This book does the other thing that I think he’s quite successful at, using some kind of centralized example, figure, moment, etc in order to speak to larger issues, and by usually moving away from more recent events, where the truth might still be unknown, hot takes abound, and which, sadly, are under the process of being “explained away” he does the reverse of “current events” books. He shows how a current state of events is part of a much longer process and series of episodes.
He takes here a meeting among Black artists, activists, and cultural thought leaders (as opposed to more “professional” activists ie, no Martin Luther King) and Robert Kennedy, when he was figuring out next steps after being Attorney General. This meeting included Harry Belafonte, James, Baldwin, Lorraine Hansberry, among others. The meeting was not “productive” in the sense of figuring out answers to questions, but in the sense of showing RFK the seriousness and depth of the pain, and how wanting the federal government’s response had been in the realm of civil rights and civil rights legislation, and how the slowplaying that Kennedy administration hadn’t won the support they were looking for in the white populations, and yet still cost them.
So RFK listened, then got mad, then stayed mad, and then slowly came to understand what had happened. The meeting involved bearing witness and not practical solutions, but he needed to know more before he could do more, especially in his future roles as Senator, and possible President.
So this meeting then becomes the core of this book, and this bearing of witness, even when frustrating, must be part of the conversations about race in this country. The book is small in focus and in length, but Eric Michael Dyson just always comes equipped (at least for me) to take the clearest and most reasonable understanding of a moment, and really get to the heart of things.
I think his stance of “I don’t have to like it, but…” is a much more honest and reasonable reaction to things he doesn’t necessarily agree with among people he ostensibly agrees with, and it’s something very very very lacking in non-Republican circles.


Your instructions ▸
Would it be possible to output exactly, and only, the lines below from the one holding "This screenshot has height=551, width=1151." to the last line, both included, with every picture left out?

------------------------------------------------------------

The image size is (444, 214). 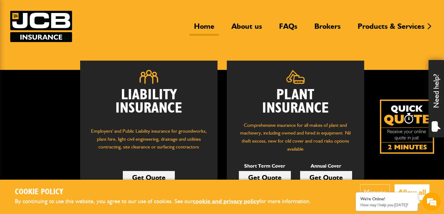 What do you see at coordinates (246, 29) in the screenshot?
I see `a: About us` at bounding box center [246, 29].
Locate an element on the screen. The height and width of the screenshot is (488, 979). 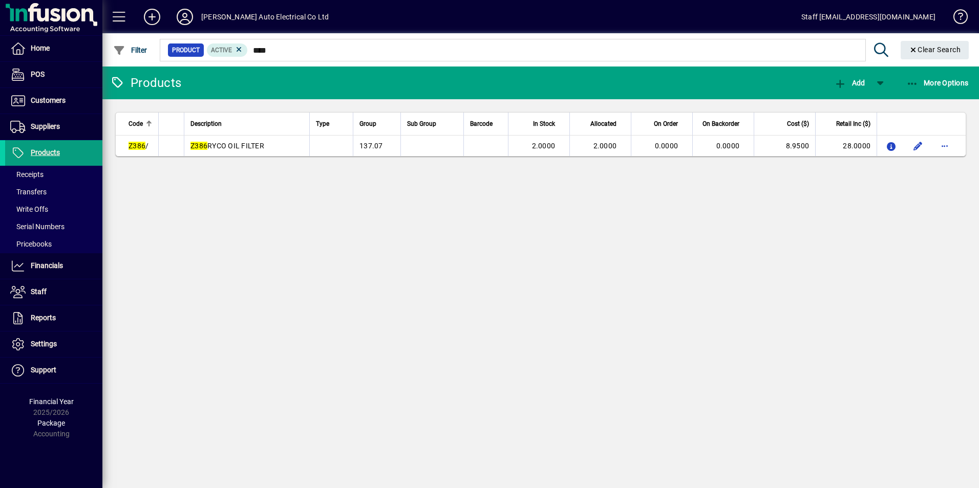
span: In Stock is located at coordinates (544, 124).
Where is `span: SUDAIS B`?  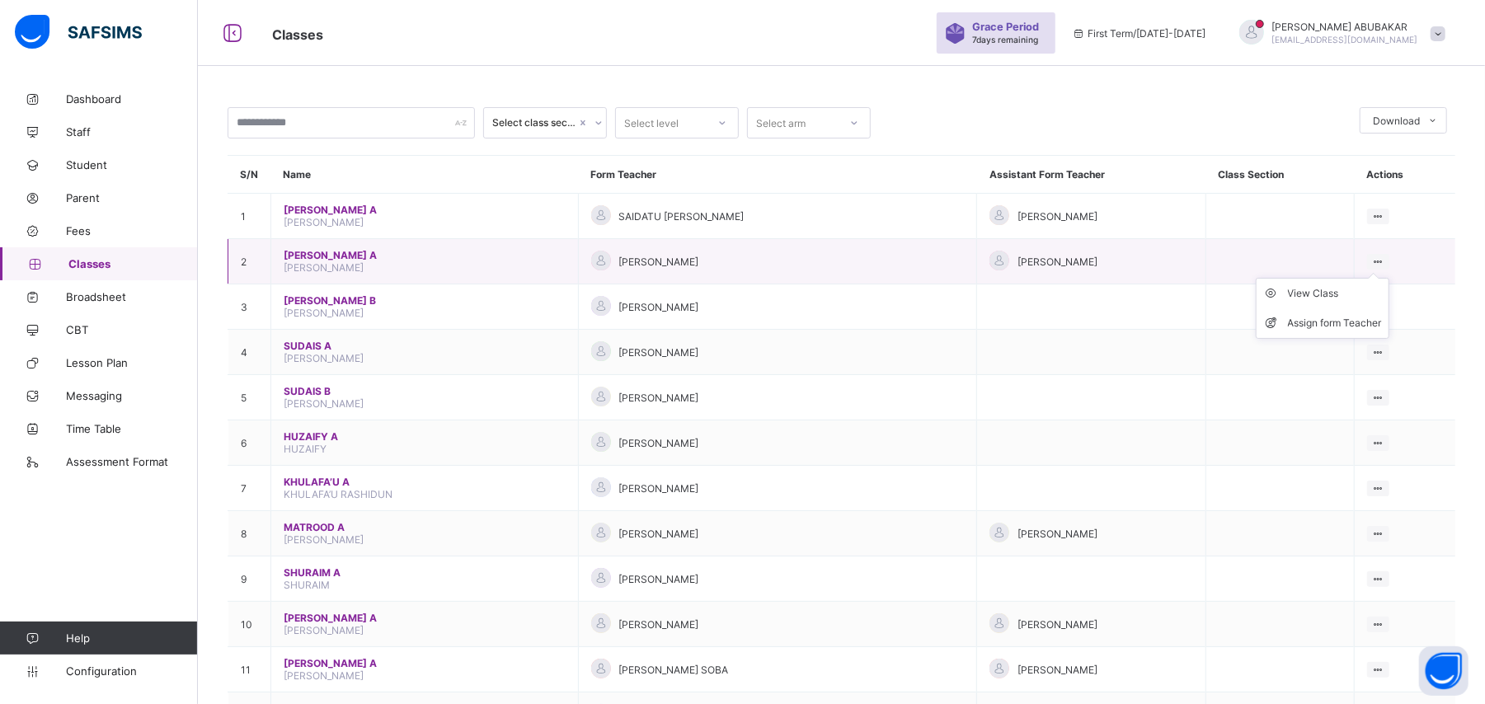 span: SUDAIS B is located at coordinates (425, 391).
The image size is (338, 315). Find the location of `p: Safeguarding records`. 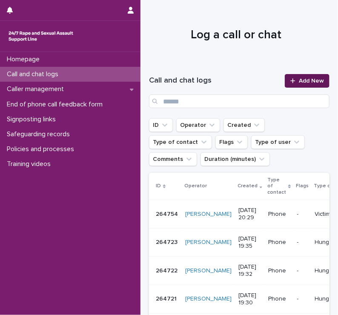

p: Safeguarding records is located at coordinates (40, 134).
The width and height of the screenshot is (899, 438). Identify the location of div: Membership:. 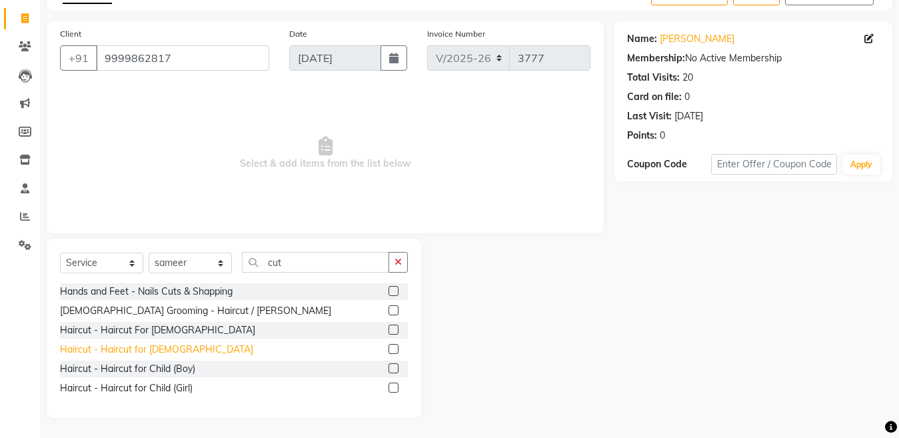
(656, 58).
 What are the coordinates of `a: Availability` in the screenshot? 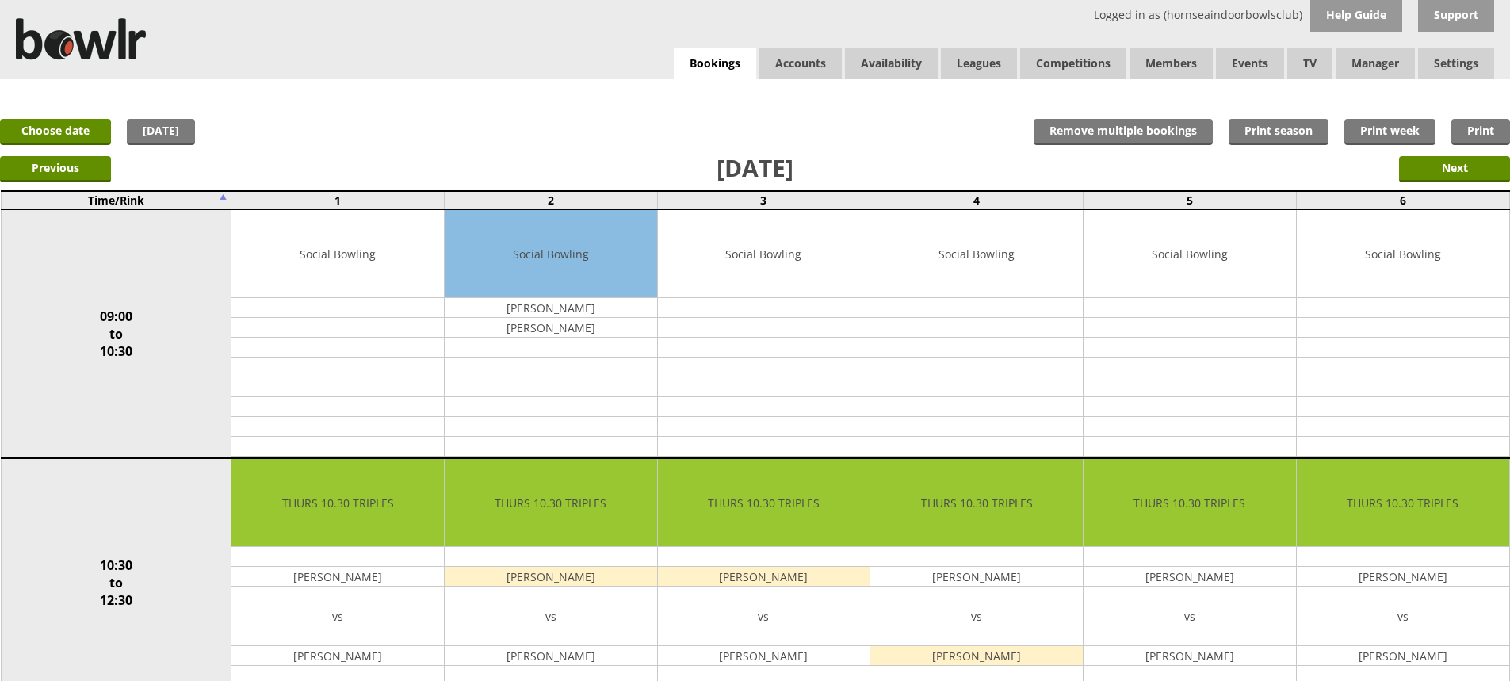 It's located at (891, 63).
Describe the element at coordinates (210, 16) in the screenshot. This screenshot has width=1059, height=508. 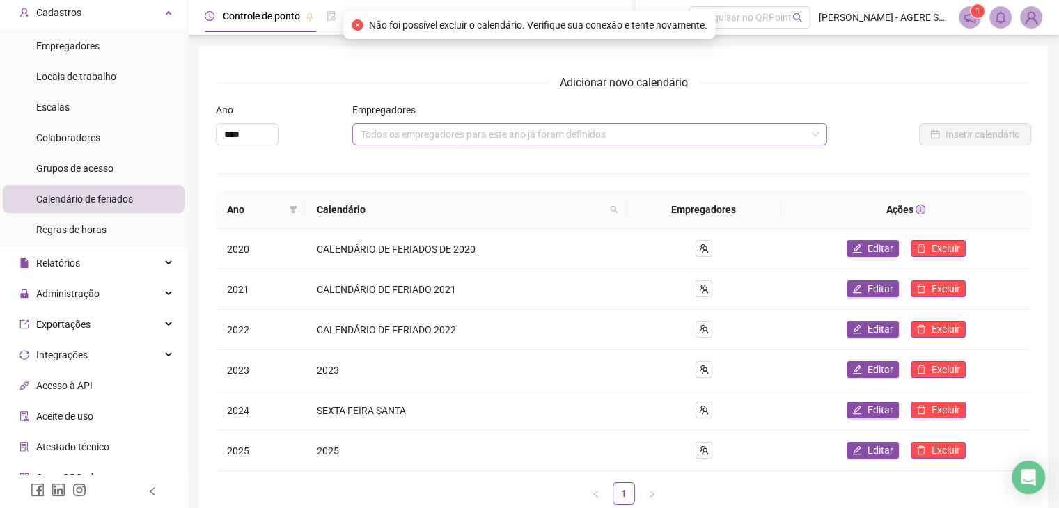
I see `span: clock-circle` at that location.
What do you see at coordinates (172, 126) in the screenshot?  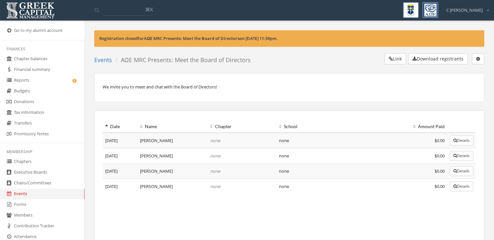 I see `th: Name` at bounding box center [172, 126].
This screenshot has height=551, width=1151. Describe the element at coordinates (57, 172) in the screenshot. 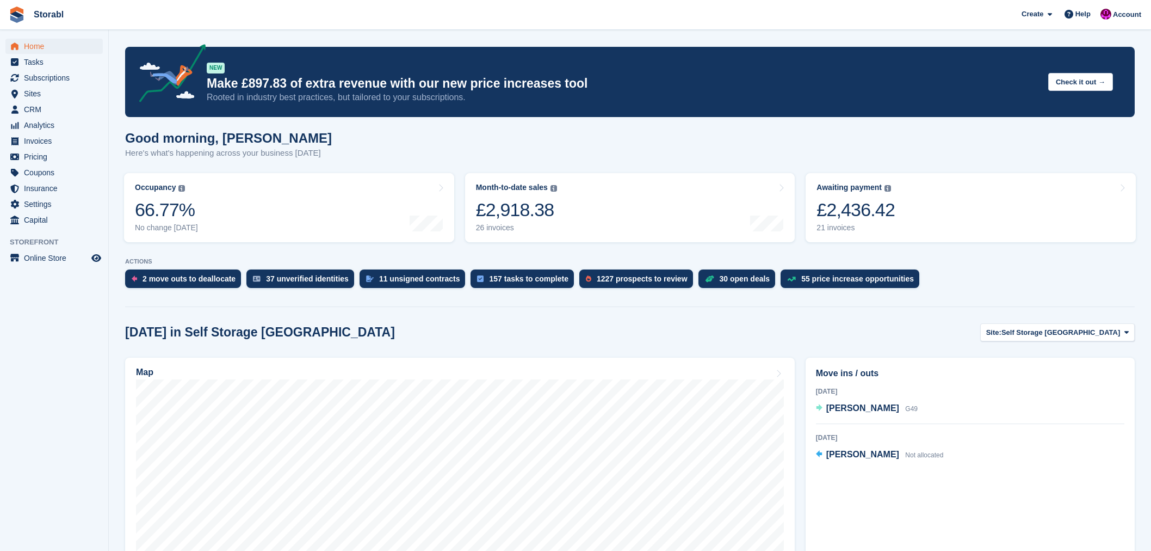

I see `span: Coupons` at that location.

------------------------------------------------------------

Written reply ▸
This screenshot has height=551, width=1151. Describe the element at coordinates (57, 172) in the screenshot. 

I see `span: Coupons` at that location.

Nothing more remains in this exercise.